4 Feb
2021

News

The Neptune Declaration: why we're calling on Governments to support our seafarers

4 Feb, 2021

As the Covid-19 pandemic continues its devastating impact, Sailors' Society's CEO Sara Baade highlights why we've joined more than 400 companies to sign the Neptune Declaration, calling on Governments around the world to give the world's 1.6 million seafarers the key worker status they rightly deserve.

Invisible heroes – at Sailors’ Society, that’s what we call seafarers. They make great sacrifices to transport almost all the goods we use every day, but they’re cut off from society behind port walls or beyond the horizon, often forgotten by the people who benefit from their work.

Seafarers have never felt more invisible than now.

With the coronavirus pandemic raging around the globe, hundreds of thousands of them have been trapped on board ships for many months after they should have returned home to their families.

Many global governments – preoccupied with stopping the deadly spread of the virus around their countries – have ignored calls to give seafarers key worker status and allow crew changes.

We’re seeing a huge impact on the physical and mental health of the exhausted seafarers stranded at sea, and a crippling financial cost for those who are unable to get to sea to provide for their families.

The men and women of this great industry, that keeps economies turning around the world, are being brought to their knees.

That’s why, along with the other members of the International Christian Maritime Association and more than 400 other companies and organisations, we’ve signed the Neptune Declaration on Seafarer Wellbeing and Crew Change.

The Neptune Declaration urges governments, the maritime industry and other key stakeholders to work together to give seafarers the key worker recognition they deserve, providing them with priority access to vaccines, establishing gold standard health protocols, facilitating crew changes and ensuring air connectivity for seafarers between key maritime hubs.

We need this action now, to prevent a global crisis turning into an ongoing financial and mental health catastrophe for the 1.6 million seafarers on whom we all rely.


Problem to solve:
Find every line below with the word "Admitted" in it, and copy each one.

Entries supplied:

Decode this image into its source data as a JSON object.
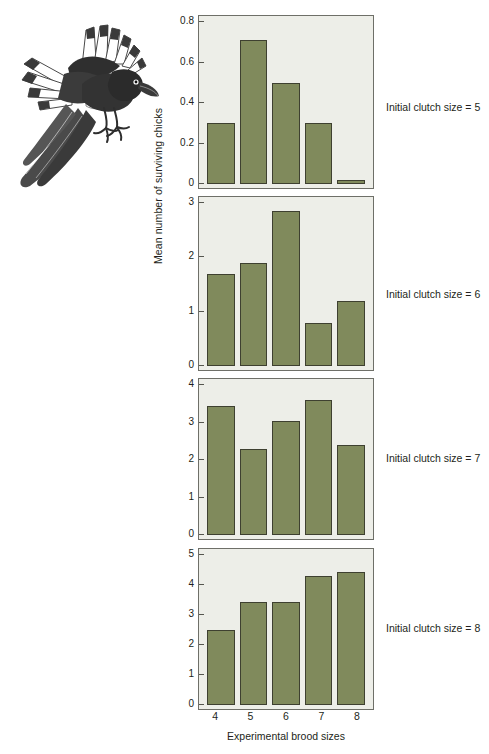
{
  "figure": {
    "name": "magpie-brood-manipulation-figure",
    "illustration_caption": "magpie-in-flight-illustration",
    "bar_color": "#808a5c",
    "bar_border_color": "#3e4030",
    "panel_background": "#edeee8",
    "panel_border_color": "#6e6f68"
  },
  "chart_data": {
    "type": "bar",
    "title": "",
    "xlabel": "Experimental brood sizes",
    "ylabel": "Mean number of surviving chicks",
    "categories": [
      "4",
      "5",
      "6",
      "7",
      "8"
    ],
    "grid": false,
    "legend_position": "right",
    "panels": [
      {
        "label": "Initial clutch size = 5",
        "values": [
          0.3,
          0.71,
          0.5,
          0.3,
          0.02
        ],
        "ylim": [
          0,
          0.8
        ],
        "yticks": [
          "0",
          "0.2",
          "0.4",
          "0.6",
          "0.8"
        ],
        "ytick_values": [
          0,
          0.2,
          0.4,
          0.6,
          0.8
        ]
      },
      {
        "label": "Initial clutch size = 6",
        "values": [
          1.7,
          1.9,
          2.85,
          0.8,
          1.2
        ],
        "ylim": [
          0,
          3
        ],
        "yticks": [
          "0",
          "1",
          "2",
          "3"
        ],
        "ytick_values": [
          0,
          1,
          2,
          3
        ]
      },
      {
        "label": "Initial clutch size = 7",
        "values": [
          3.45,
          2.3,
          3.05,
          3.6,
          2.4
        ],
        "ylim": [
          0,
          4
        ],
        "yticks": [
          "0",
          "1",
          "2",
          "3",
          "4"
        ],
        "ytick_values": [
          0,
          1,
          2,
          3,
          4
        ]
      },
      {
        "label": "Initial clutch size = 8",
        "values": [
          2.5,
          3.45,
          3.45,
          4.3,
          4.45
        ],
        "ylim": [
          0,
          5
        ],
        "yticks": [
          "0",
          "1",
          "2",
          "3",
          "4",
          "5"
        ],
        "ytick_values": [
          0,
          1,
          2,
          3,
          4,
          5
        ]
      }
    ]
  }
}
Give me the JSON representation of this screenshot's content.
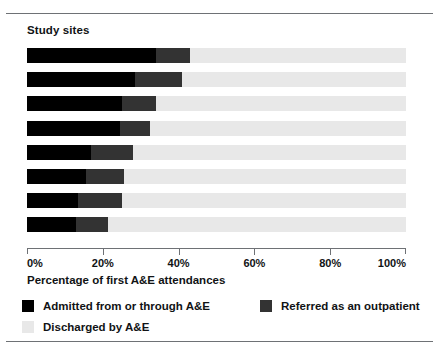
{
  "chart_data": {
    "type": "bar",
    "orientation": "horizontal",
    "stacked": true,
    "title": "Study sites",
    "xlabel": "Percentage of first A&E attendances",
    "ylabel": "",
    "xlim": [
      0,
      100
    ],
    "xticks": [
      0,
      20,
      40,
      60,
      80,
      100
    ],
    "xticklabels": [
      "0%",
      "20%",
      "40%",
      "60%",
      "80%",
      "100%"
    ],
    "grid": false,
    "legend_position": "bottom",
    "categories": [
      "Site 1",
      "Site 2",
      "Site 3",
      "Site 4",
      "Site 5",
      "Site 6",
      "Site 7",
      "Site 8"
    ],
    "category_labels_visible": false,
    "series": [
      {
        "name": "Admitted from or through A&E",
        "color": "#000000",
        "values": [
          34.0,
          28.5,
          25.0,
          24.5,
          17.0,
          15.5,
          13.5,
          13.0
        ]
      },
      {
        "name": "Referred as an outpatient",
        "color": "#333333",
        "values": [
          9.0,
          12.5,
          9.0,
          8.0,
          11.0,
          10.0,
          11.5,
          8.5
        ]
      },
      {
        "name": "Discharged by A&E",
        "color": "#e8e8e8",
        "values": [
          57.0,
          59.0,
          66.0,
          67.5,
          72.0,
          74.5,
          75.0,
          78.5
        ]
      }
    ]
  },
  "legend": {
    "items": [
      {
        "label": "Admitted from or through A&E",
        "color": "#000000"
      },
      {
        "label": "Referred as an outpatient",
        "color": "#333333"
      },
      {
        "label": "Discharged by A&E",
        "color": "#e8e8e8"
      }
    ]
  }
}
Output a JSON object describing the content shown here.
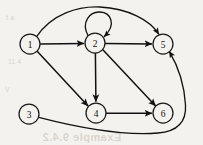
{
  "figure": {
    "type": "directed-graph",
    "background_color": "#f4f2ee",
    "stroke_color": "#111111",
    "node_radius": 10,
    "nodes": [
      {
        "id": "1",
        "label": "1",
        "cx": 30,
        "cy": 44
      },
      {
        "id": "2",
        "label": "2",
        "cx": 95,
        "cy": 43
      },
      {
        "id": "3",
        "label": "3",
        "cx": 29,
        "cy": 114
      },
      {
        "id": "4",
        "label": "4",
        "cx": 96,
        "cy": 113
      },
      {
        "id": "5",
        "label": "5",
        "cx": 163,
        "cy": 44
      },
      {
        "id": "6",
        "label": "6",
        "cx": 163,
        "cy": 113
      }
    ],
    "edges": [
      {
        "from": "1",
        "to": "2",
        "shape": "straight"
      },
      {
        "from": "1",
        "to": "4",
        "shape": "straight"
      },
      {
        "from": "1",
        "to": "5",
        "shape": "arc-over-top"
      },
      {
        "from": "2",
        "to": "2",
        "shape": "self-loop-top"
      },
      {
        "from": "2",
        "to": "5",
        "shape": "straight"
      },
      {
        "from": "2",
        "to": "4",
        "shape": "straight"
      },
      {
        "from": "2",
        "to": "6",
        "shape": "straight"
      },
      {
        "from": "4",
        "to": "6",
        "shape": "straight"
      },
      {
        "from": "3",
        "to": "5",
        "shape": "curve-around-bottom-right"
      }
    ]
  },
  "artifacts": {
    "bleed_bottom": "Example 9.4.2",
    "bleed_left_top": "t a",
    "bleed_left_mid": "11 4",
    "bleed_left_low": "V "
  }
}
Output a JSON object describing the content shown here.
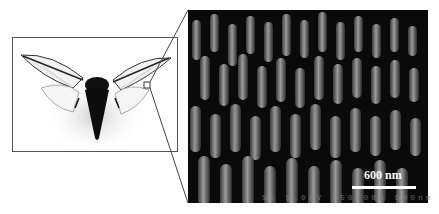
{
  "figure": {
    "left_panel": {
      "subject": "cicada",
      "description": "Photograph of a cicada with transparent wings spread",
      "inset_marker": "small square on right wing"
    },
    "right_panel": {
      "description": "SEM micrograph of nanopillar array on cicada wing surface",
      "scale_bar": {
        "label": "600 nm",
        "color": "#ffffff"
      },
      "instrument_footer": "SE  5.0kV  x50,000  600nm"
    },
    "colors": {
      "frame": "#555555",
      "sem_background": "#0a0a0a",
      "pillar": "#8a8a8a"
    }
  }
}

Response:
        "name": "Admitted from or through A&E",
        "label": "Admitted from or through A&E",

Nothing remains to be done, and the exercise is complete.